Kansas City Chiefs/New England Patriots: Kansas City wins again, thoroughly dominating the Texans for 40 minutes plus 20, winning their first playoff game in 22 years, moving on to face New England. The Patriots have the better record, possibly the better team, and are playing at home, quarterbacked by the legendary Tom Brady. They've also won in the divisional round 6 out of 8 times in the last 10 years, and are currently riding a 4 game streak. These stats favour New England who has lost 4 of their last 6. Their defences are similar, the Patriots scored 60 more points during the season, and they've never met before in the playoffs. Can Chiefs quarterback Alex Smith lead a game winning drive to knock off New England as Tom Brady has done contra his rivals so many excruciating times before? Will Kansas City simply shut New England down as they did Houston? Will the Patriots overcome their late season injury woes and make the Chiefs pay for thinking victoriously? I have no idea. But I'm sticking with Kansas City. Picking the Chiefs. The Chiefs win 12 in a row.

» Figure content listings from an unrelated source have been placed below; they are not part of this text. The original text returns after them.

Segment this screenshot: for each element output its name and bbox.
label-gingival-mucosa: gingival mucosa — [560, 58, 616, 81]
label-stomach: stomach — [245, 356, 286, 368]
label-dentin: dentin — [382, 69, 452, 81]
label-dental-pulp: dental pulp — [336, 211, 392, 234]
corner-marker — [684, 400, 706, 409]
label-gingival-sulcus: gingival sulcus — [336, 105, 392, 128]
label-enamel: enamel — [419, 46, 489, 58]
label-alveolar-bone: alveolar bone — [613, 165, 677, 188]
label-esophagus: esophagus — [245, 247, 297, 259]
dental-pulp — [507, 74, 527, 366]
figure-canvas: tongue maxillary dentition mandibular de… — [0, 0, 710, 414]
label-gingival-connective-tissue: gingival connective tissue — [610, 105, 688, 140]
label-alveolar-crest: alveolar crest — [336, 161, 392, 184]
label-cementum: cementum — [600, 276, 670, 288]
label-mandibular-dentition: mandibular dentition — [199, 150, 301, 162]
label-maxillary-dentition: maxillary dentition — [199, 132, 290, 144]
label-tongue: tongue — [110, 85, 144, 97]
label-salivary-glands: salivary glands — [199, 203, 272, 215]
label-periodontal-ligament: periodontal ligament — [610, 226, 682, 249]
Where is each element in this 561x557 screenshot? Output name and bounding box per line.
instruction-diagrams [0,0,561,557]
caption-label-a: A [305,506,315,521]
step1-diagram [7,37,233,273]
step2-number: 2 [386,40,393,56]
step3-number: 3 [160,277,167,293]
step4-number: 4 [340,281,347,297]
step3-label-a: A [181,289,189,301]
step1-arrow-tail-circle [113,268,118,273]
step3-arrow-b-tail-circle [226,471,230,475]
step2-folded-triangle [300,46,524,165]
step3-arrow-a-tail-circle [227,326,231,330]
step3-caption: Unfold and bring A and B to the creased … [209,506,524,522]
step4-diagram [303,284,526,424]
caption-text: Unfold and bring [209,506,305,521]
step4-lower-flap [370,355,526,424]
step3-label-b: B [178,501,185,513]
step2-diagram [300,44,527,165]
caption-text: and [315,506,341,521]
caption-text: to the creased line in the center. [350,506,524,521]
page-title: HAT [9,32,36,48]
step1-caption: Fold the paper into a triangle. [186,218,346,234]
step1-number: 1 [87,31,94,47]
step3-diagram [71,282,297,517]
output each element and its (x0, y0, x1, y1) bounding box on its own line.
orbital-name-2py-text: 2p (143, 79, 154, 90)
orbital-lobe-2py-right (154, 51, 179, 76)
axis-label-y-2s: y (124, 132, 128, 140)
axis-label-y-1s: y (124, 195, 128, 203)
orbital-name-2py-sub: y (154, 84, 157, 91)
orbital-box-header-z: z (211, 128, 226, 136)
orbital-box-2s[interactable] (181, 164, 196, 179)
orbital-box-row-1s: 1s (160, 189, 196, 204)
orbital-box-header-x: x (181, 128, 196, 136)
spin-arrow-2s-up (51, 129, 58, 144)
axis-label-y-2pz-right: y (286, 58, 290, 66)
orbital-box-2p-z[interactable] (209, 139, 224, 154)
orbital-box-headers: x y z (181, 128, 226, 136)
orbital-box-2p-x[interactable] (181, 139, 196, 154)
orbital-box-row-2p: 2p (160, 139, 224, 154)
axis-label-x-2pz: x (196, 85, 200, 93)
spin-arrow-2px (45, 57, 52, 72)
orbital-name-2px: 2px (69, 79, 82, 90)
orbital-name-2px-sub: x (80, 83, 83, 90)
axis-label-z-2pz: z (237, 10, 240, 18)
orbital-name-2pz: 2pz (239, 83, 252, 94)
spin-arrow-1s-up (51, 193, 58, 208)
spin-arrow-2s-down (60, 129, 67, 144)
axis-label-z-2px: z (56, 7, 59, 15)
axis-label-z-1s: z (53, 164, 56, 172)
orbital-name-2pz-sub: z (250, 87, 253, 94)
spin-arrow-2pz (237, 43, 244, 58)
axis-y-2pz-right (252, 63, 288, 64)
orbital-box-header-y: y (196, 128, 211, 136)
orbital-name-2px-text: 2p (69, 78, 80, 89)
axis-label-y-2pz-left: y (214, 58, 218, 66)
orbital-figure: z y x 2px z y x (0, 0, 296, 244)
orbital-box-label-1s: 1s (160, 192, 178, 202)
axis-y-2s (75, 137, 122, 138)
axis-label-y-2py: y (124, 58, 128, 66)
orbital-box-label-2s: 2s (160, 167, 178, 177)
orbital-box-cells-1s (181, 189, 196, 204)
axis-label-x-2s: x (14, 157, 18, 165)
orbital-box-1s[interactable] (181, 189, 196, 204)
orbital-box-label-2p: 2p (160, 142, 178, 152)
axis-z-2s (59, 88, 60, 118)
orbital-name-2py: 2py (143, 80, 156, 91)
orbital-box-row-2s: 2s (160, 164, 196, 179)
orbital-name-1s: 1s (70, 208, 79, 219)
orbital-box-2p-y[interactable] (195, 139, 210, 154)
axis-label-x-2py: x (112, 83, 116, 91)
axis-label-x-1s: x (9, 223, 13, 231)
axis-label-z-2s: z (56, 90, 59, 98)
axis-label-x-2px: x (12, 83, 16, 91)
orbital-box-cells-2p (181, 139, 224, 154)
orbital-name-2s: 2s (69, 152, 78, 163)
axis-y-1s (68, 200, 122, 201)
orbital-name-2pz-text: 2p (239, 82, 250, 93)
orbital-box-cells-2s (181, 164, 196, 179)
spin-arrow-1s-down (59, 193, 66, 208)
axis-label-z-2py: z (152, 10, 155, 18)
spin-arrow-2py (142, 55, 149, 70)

Green Bay Packers/Arizona Cardinals: Arizona punished the Pack 38-8 in week 16, a game Green Bay needed to win, yet let slip away with clumsy inefficiency. No matter. Carolina similarly overwhelmed the Falcons 38-0 in week 14 only to come up short in the rematch two weeks later. And Green Bay returned to form last weekend versus Washington. But Arizona did play exceptionally well this year finishing with a 13-3 record while defeating Seattle, Cincinnati and Minnesota along the way, even if they didn't have the toughest schedule. Injuries ruined their playoff run last year and Carson Palmer must be passionately craving extracurricular victory after having played for so long in the NFL without ever having won in January. Does he rise to the intense pressure at this point in his career against Aaron Rodgers who has indisputably demonstrated that he belongs in the heart of the postseason? With his team behind him, I think he does. Could be a shoot out with Green Bay coming away with the win. Nevertheless, for the first time ever if I'm not mistaken, I'm not picking the Pack. Taking the Cardinals. Hoping the Pack wins.
Seattle Seahawks/Carolina Panthers: Seattle haplessly escaped sure-fired defeat last weekend with a miraculous late game screw-up by the Vikings, thriving on to challenge the 15-1 Panthers, who seem poised to define postseason impeccability. A divisional round rematch from last year which the Seahawks won 31-17, this year Carolina is the potent threat and it's Seattle who requires intractable heroics. They escaped with the win last Sunday. Sometimes when a team faces elimination that undeniably, a spark ignites them the following week, having somehow overcome certain annihilation, they cohesively unite to enigmatically threaten. The Panthers could fall, and their schedule wasn't that tough this year, however it seemed that whichever team they played, they almost always found a way to win, even when they blew a 35-7 lead versus the Giants and had to score 41 points to beat New Orleans. Russell Wilson has proven that he is a postseason fundamental. It's time for Cam Newton to do the same. Forget about the pressure, focus on the team, and change the guard in the NFC. Seattle may make up for their miscues versus Minnesota. But I'm thinking this time they come up short. Carolina may run away with this one. Picking the Panthers.
Pittsburgh Steelers/Denver Broncos: Picking the Broncos. Broncos by 10.